The last person, I think, most clearly, does "owe" you supply-chain security, in the sense that he bears moral (and ought to be made to bear professional) responsibility for any adverse consequences you may suffer from its lack, though in practice he will probably often protest that he couldn't do anything about it because it's not like he is developer. Whether the developer also owes it is a more interesting question, and I think it greatly depends on what attitude he takes towards the evangelist (does he consider him a nuisance who makes implicit promises the developer is uninterested in delivering, or an ally who raises the dev's profile?).

Long ago, I remember seeing a cartoon which involved a tag-team of two people robbing a third, with A pointing a gun at C and saying "give your money to B", while B comments "I'm really just standing here, but I figure it's best if you do as he says". I'm not sure what exact piece of day-to-day politics this was made to comment on (though it was probably some or another flavour of political violence), but it seems somewhat applicable here as well. The lines just become "accept the supply chain, or suffer my public ridicule" and "I'm just providing the software 'as-is', but you probably should do as he says".

Zigurd•1h ago
This is bad by being a categorical statement. But it's also a bad categorical statement because it's like saying nobody owes you being able to assume your car has airbags and seatbelts that meet high standards.
1970-01-01•54m ago
It's the gift of open source: Nobody owes you anything except the source code. Any and all guarantees must be via written contracts. Nobody owes you a secure supply chain until there is a contract stating such.
general1465•25m ago
Giving people food for free (without written contract) but poising them in the process will leave you in hot water with authorities. Why software should be different?
awakeasleep•13m ago
Trying to answer what I think is the most reasonable point you’re trying to make: supply chain extends beyond you and your actions.

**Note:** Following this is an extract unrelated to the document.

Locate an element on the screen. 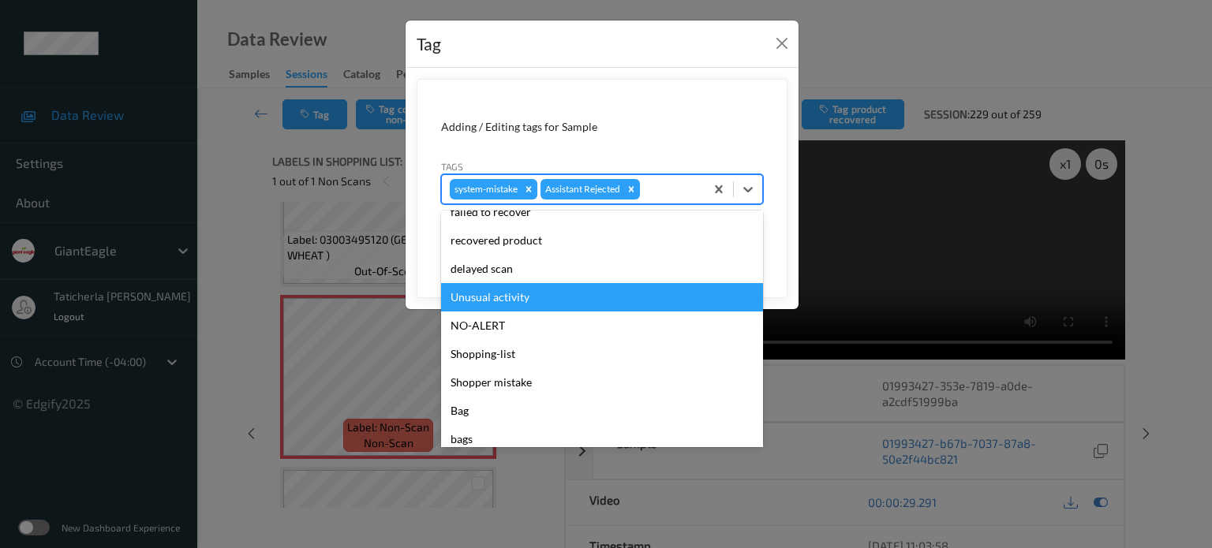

What if you were distributing food, and a farmer who supplied rice to one of the manufacturers of the components of your food grew that rice on a field that was contaminated with arsenic?

general1465•4m ago
If farmer knows about it, it is negligence of a farmer. If you are transporting rice in the same truck you have transported rat poison before and contaminated the rice, you are to blame.
Pesthuf•19m ago
I feel like they could do a better job, though. In the postmortems of incidents you often hear it's because some maintainer got hit by the perfect phishing attack at the right time and they got tricked into entering password and TOTP into a phishing site. If that is so, why are we still allowing phishable credentials for logging into package repositories?
skybrian•5m ago
I like how the Go team does things. For example, this is only one part of it, but the Go checksum database seems like a pretty good solution for making sure that a path and version reliably maps to the same source code.